“I felt sure she would do that,” said Comethup, and found himself blushing the next moment at having expressed such an opinion.
“I think I told you in one of my letters that your Uncle Robert had left here. Did you see anything of him or of Brian while you were in London or after you’d gone abroad?”
“Once or twice,” said Comethup, carelessly. “You know Brian has published some poems; very good they were, too; some people made an awful fuss about them. Brian is growing quite famous.”
“Glad to hear it,” replied the captain, grimly. “He’s the sort of fellow who would write poems; I’m told his father tried his hand at that sort of thing once or twice. You know that your uncle ran through every penny he possessed, don’t you?”
“But he didn’t have very much, did he?” said Comethup.
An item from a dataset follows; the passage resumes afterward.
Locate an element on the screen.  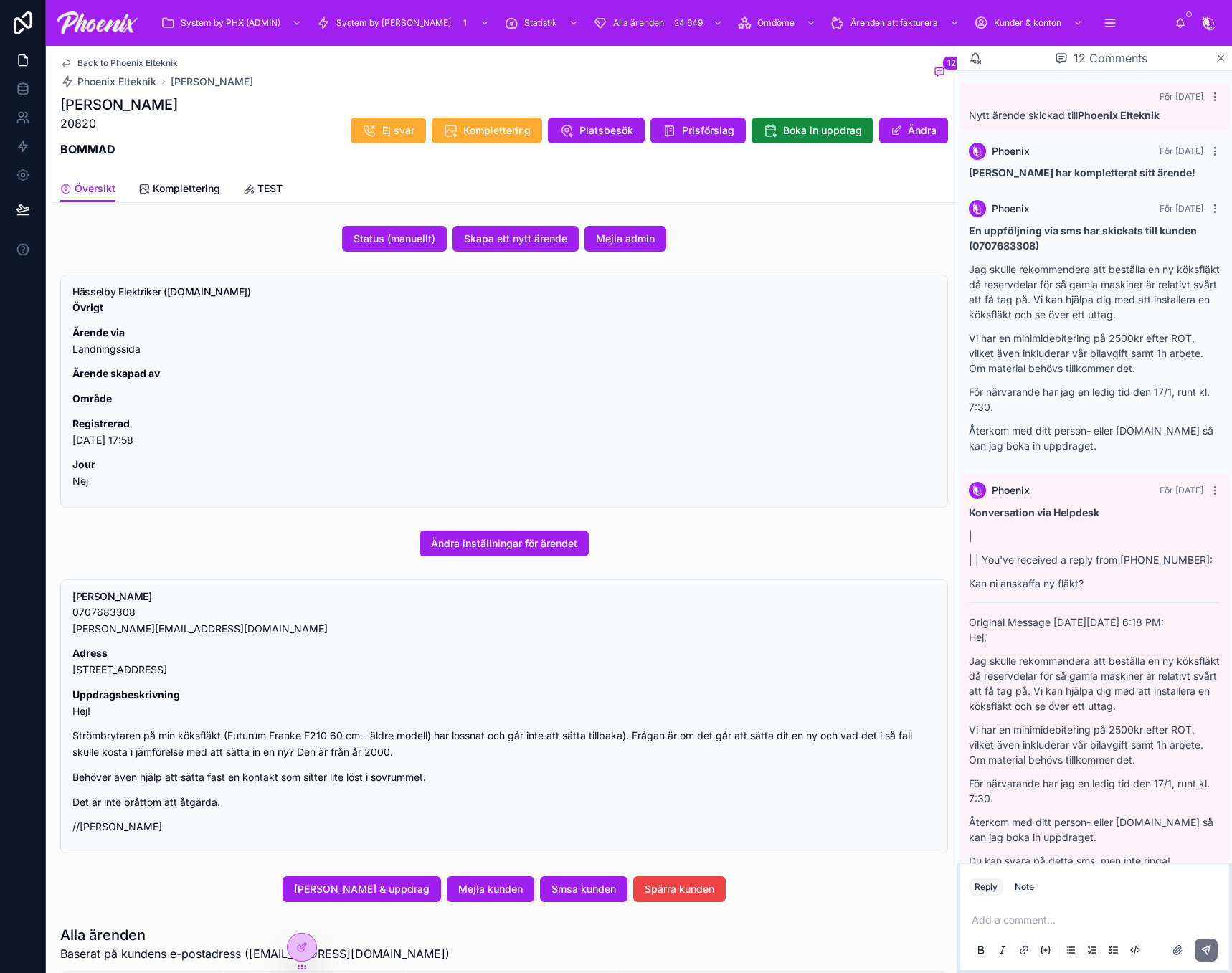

“He did, though; his fortune was very little short of that possessed by your aunt. But he ran through the lot, married more, and settled down here; and now he’s got through that too. Oh, he’s a bright fellow!”
They found much to talk about all that afternoon; but though Comethup listened to the captain and delighted the captain’s heart by his close and clear descriptions of foreign places and foreign peoples, yet, if the truth must be told, he spoke and listened almost mechanically. Once or twice, while he talked, the very room in which he sat, and the quiet figure of the captain, seemed to vanish completely, and in their places was a dark and lonely garden, filled with the dead leaves of a year before, and seeming in its desolation the very haunt of every cheerless wind that blew nowhere else, and in the garden the figure of a child. Heaven knows through how many places he had carried that remembrance, in how many hours he had seen himself, a little child again, creeping tremblingly into the garden in search for the ghost. The later remembrance of the girl, as he had seen her when he left school, seemed to have vanished; it was, in any case, far more hazy when he tried to think of it than that earlier vision. Coming back after his wanderings to the old town had only made the recollection a stronger one. All the intervening years seemed to be swept aside, and his heart was melted with pity for the lonely child.
Yet, strangely enough, the knowledge—forced upon him in spite of his dreams—that she was a woman made him hesitate to speak of her to the captain; still less to go and see her, as he might have done years before. So he let the afternoon wear away, and the dusk of evening was creeping over the town before he finally announced, with what carelessness he could summon, that he thought he would take a walk. The captain must have looked a little below the carelessness, for, with a fine tact, for which he can not be sufficiently praised, he suggested that he felt tired, and would sit by the window and smoke.
Coming to the entrance of the old garden, Comethup noticed that nothing seemed changed. The gate, which had long ago fallen, was hidden a little more deeply in the grasses and weeds, but for the rest it might have been an enchanted castle, over which a spell had been thrown and upon which the sunlight must never shine. Even on that warm summer evening the place struck a chill upon him as he picked his way across the fallen gate and went up the avenue. But here at last, as he reached the house, there was a change. Lights gleamed from a window which he always remembered to have seen shuttered; and presently, as he stood, scarcely knowing whether to go up to the house or indeed what to do, one of the long windows which opened on to a narrow balcony was pushed open and a figure came through and stood, clearly outlined against the light behind, above him.
He knew in a moment that it must be ’Linda, although her face was in shadow. He made a half-movement toward her, and she started forward and came to the edge of the balcony and leaned over.